The high-level factory inspection served as a direct regulatory response to formal grievances raised by UNICEM executives, who emphasized that substandard voltage quality and unpredictable outages were severely hamstringing their automated assembly systems.
Recognizing the urgent economic stakes, Ing. Ohenese reaffirmed that his technical teams are actively deploying corrective grid mechanisms to significantly mitigate interruptions and bolster operational continuity for all heavy industrial consumers situated across the Ashanti territory.
The Financial Nexus of Industrial Power Quality
UNICEM Cement Ghana Limited stands as one of the power distributor’s most lucrative industrial consumers in the region, contributing roughly GH¢9 million in monthly electricity payments.

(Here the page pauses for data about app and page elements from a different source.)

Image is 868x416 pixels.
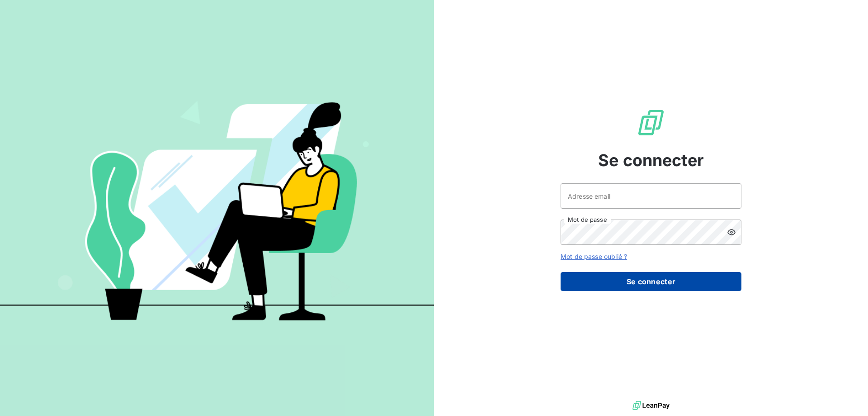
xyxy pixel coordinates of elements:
[561,253,627,260] a: Mot de passe oublié ?
[598,148,704,173] span: Se connecter
[636,108,666,137] img: Logo LeanPay
[561,272,742,291] button: Se connecter
[633,399,669,412] img: logo
[561,183,742,209] input: placeholder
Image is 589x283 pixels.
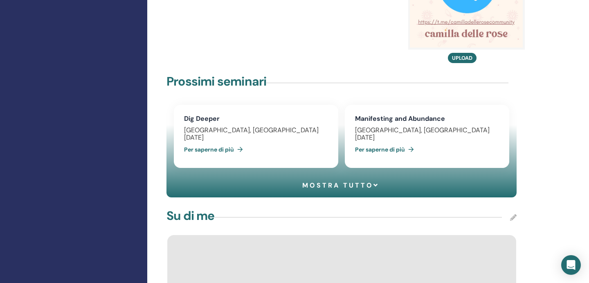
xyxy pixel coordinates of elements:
span: Mostra tutto [303,181,379,189]
h4: Su di me [167,208,215,223]
div: [DATE] [355,134,499,141]
button: Upload [448,53,477,63]
div: [GEOGRAPHIC_DATA], [GEOGRAPHIC_DATA] [355,126,499,134]
div: [DATE] [184,134,328,141]
a: Mostra tutto [303,181,382,190]
a: Per saperne di più [184,141,246,158]
div: [GEOGRAPHIC_DATA], [GEOGRAPHIC_DATA] [184,126,328,134]
a: Per saperne di più [355,141,418,158]
div: Open Intercom Messenger [562,255,581,275]
a: Manifesting and Abundance [355,114,445,123]
a: Dig Deeper [184,114,220,123]
h4: Prossimi seminari [167,74,266,89]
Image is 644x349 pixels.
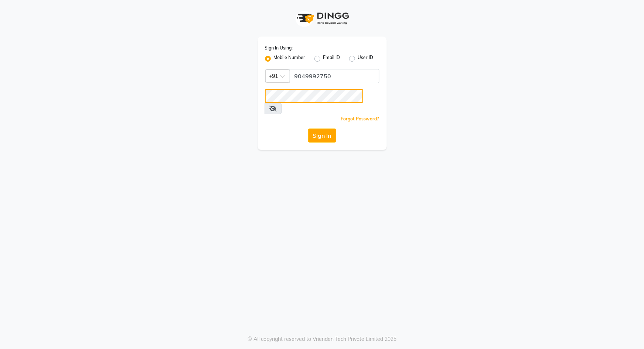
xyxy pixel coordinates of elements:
label: Mobile Number [274,54,306,64]
img: logo1.svg [293,8,352,29]
button: Sign In [308,129,337,142]
a: Forgot Password? [341,116,379,122]
label: User ID [358,54,374,64]
input: Username [290,69,379,83]
label: Email ID [324,54,340,64]
label: Sign In Using: [265,44,293,51]
input: Username [265,89,363,103]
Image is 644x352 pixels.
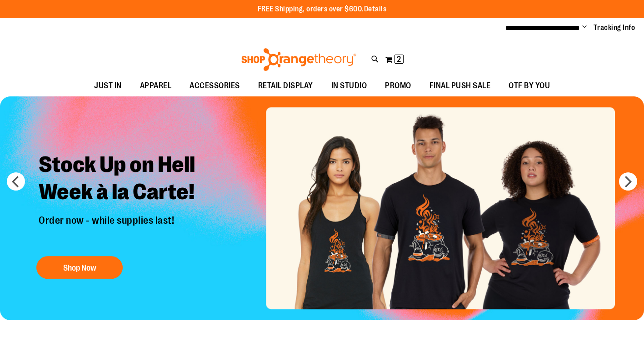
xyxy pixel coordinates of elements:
[619,172,638,190] button: next
[385,76,412,96] span: PROMO
[131,76,181,96] a: APPAREL
[6,172,25,190] button: prev
[376,76,421,96] a: PROMO
[37,256,123,279] button: Shop Now
[32,215,257,247] p: Order now - while supplies last!
[258,76,314,96] span: RETAIL DISPLAY
[430,76,491,96] span: FINAL PUSH SALE
[240,48,358,71] img: Shop Orangetheory
[140,76,172,96] span: APPAREL
[249,76,322,96] a: RETAIL DISPLAY
[583,23,587,32] button: Account menu
[180,76,249,96] a: ACCESSORIES
[94,76,122,96] span: JUST IN
[509,76,551,96] span: OTF BY YOU
[32,144,257,215] h2: Stock Up on Hell Week à la Carte!
[322,76,377,96] a: IN STUDIO
[364,5,387,13] a: Details
[331,76,368,96] span: IN STUDIO
[258,4,387,15] p: FREE Shipping, orders over $600.
[85,76,131,96] a: JUST IN
[397,55,401,64] span: 2
[32,144,257,283] a: Stock Up on Hell Week à la Carte! Order now - while supplies last! Shop Now
[499,76,559,96] a: OTF BY YOU
[189,76,240,96] span: ACCESSORIES
[421,76,500,96] a: FINAL PUSH SALE
[594,23,636,33] a: Tracking Info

Company officials strongly reiterated during the technical engagement that a highly dependable, unfluctuating power supply remains absolutely vital to sustaining their daily cement output, mitigating escalating operational expenses, and supporting Ghana’s booming infrastructure sector.

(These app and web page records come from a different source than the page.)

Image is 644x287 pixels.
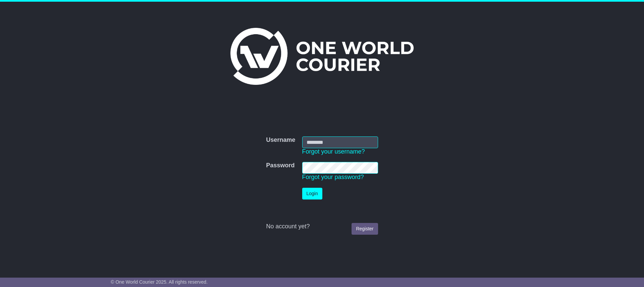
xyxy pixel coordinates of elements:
a: Register [352,223,378,235]
label: Password [266,162,294,169]
img: One World [230,28,414,85]
div: No account yet? [266,223,378,231]
a: Forgot your password? [302,173,364,180]
label: Username [266,136,295,144]
button: Login [302,188,322,199]
a: Forgot your username? [302,148,365,155]
span: © One World Courier 2025. All rights reserved. [111,279,207,284]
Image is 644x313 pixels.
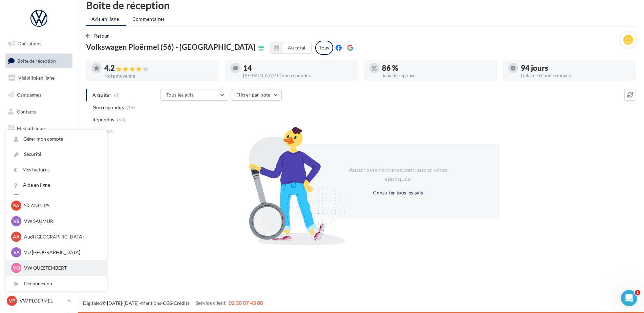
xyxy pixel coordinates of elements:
[117,117,125,122] span: (83)
[4,121,74,136] a: Médiathèque
[126,105,135,110] span: (14)
[166,92,194,97] span: Tous les avis
[231,89,281,100] button: Filtrer par note
[243,64,353,72] div: 14
[13,249,19,255] span: VA
[282,42,312,53] button: Au total
[19,297,65,304] p: VW PLOERMEL
[315,41,333,55] div: Tous
[6,276,107,291] div: Déconnexion
[13,202,19,209] span: SA
[86,32,112,40] button: Retour
[6,162,107,177] a: Mes factures
[4,105,74,119] a: Contacts
[4,155,74,175] a: PLV et print personnalisable
[163,300,172,306] a: CGS
[4,36,74,51] a: Opérations
[521,73,630,78] div: Délai de réponse moyen
[18,75,54,81] span: Visibilité en ligne
[4,71,74,85] a: Visibilité en ligne
[635,290,640,295] span: 1
[243,73,353,78] div: [PERSON_NAME] non répondus
[24,249,99,255] p: VU [GEOGRAPHIC_DATA]
[13,233,19,240] span: AA
[196,299,226,306] span: Service client
[13,218,19,225] span: VS
[4,138,74,153] a: Calendrier
[104,73,214,78] div: Note moyenne
[18,58,56,64] span: Boîte de réception
[4,88,74,102] a: Campagnes
[83,300,263,306] span: © [DATE]-[DATE] - - -
[340,165,456,183] div: Aucun avis ne correspond aux critères appliqués.
[17,108,36,114] span: Contacts
[24,218,99,225] p: VW SAUMUR
[271,42,312,53] button: Au total
[93,116,114,123] span: Répondus
[174,300,189,306] a: Crédits
[5,294,73,307] a: VP VW PLOERMEL
[94,33,110,39] span: Retour
[229,299,263,306] span: 02 30 07 43 80
[382,64,491,72] div: 86 %
[6,131,107,147] a: Gérer mon compte
[93,104,124,111] span: Non répondus
[521,64,630,72] div: 94 jours
[105,129,114,134] span: (97)
[104,64,214,72] div: 4.2
[24,265,99,271] p: VW QUESTEMBERT
[133,16,165,22] span: Commentaires
[18,41,41,47] span: Opérations
[17,92,41,97] span: Campagnes
[13,265,20,271] span: VQ
[9,297,15,304] span: VP
[17,125,45,131] span: Médiathèque
[382,73,491,78] div: Taux de réponse
[370,189,426,197] button: Consulter tous les avis
[6,177,107,193] a: Aide en ligne
[621,290,637,306] iframe: Intercom live chat
[24,202,99,209] p: SK ANGERS
[86,44,255,51] span: Volkswagen Ploërmel (56) - [GEOGRAPHIC_DATA]
[6,147,107,162] a: Sécurité
[4,177,74,197] a: Campagnes DataOnDemand
[160,89,228,100] button: Tous les avis
[24,233,99,240] p: Audi [GEOGRAPHIC_DATA]
[83,300,102,306] a: Digitaleo
[4,53,74,68] a: Boîte de réception
[93,128,102,135] span: Tous
[141,300,161,306] a: Mentions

To ensure an immediate, holistic resolution to these engineering hurdles, the specialized state utility delegation also included the Manager of Network Maintenance, Ing. James Mensah Yevunya, alongside Collins Manu, the Communications Officer for the Ashanti Sub-Transmission Unit.
According to official regional updates, this proactive factory visitation reflects a much broader corporate master plan executed by the utility provider to systematically reinforce existing electrical infrastructure, minimize unplanned industrial downtime, and build healthier long-term corporate relationships with key economic stakeholders.

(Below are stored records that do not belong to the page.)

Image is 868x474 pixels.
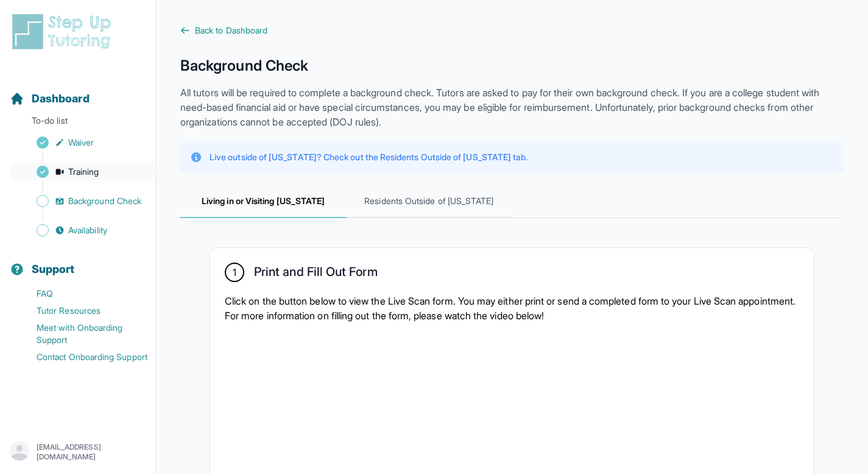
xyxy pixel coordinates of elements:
[346,186,512,218] span: Residents Outside of [US_STATE]
[195,24,268,37] span: Back to Dashboard
[181,85,844,129] p: All tutors will be required to complete a background check. Tutors are asked to pay for their own...
[181,186,844,218] nav: Tabs
[68,166,99,178] span: Training
[233,265,236,280] span: 1
[32,261,75,278] span: Support
[32,90,89,107] span: Dashboard
[181,24,844,37] a: Back to Dashboard
[10,349,155,366] a: Contact Onboarding Support
[5,242,150,283] button: Support
[37,443,146,462] p: [EMAIL_ADDRESS][DOMAIN_NAME]
[224,294,799,323] p: Click on the button below to view the Live Scan form. You may either print or send a completed fo...
[254,264,377,284] h2: Print and Fill Out Form
[10,320,155,349] a: Meet with Onboarding Support
[10,12,118,51] img: logo
[181,186,346,218] span: Living in or Visiting [US_STATE]
[10,441,146,463] button: [EMAIL_ADDRESS][DOMAIN_NAME]
[10,164,155,181] a: Training
[10,193,155,210] a: Background Check
[10,134,155,151] a: Waiver
[10,303,155,320] a: Tutor Resources
[181,56,844,76] h1: Background Check
[5,115,150,132] p: To-do list
[5,71,150,112] button: Dashboard
[210,151,527,164] p: Live outside of [US_STATE]? Check out the Residents Outside of [US_STATE] tab.
[68,225,107,237] span: Availability
[68,137,93,149] span: Waiver
[10,286,155,303] a: FAQ
[10,90,89,107] a: Dashboard
[68,195,142,207] span: Background Check
[10,222,155,239] a: Availability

Industrial manufacturers require immense bulk energy inputs, meaning that any collaborative technical evaluation remains an important milestone toward bridging the gap between grid capacity and consumer demands.
How Power Instability Cripples Industrial Production
When heavy industrial production plants experience erratic power, the immediate consequences extend far beyond simple illumination losses.
Modern cement manufacturing plants rely on highly synchronized, automated assembly lines governed by sensitive Programmable Logic Controllers (PLCs), variable speed drives, and complex supervisory control systems.
Even a momentary voltage sag or transient spike can trigger automated safety shutdowns across the entire facility, causing massive operational delays.
Furthermore, industrial machinery subjected to constant voltage fluctuations suffers from severe thermal stress and accelerated mechanical degradation.
Electric motors running on unstable voltage experience high current imbalances, which leads to overheating, insulation breakdown, and premature component failure.

For a continuous-process manufacturer like a cement plant, an unexpected breakdown of a primary kiln or grinding mill requires days of specialized maintenance, inflating capital expenditure and driving up unexpected operational replacement costs.
Beyond mechanical deterioration, grid instability severely diminishes raw material utilization and product quality control.
In cement production, precise thermal and mechanical processing phases must occur uninterrupted; a sudden loss of optimal power quality can ruin entire batches of chemical mixtures mid-process, turning valuable material into scrap and requiring extensive manual cleanups.
These compounded inefficiencies inevitably reduce a factory’s total annual capacity, compromise supply chain commitments to the local construction industry, and force companies to heavily invest in expensive secondary backup generation infrastructure.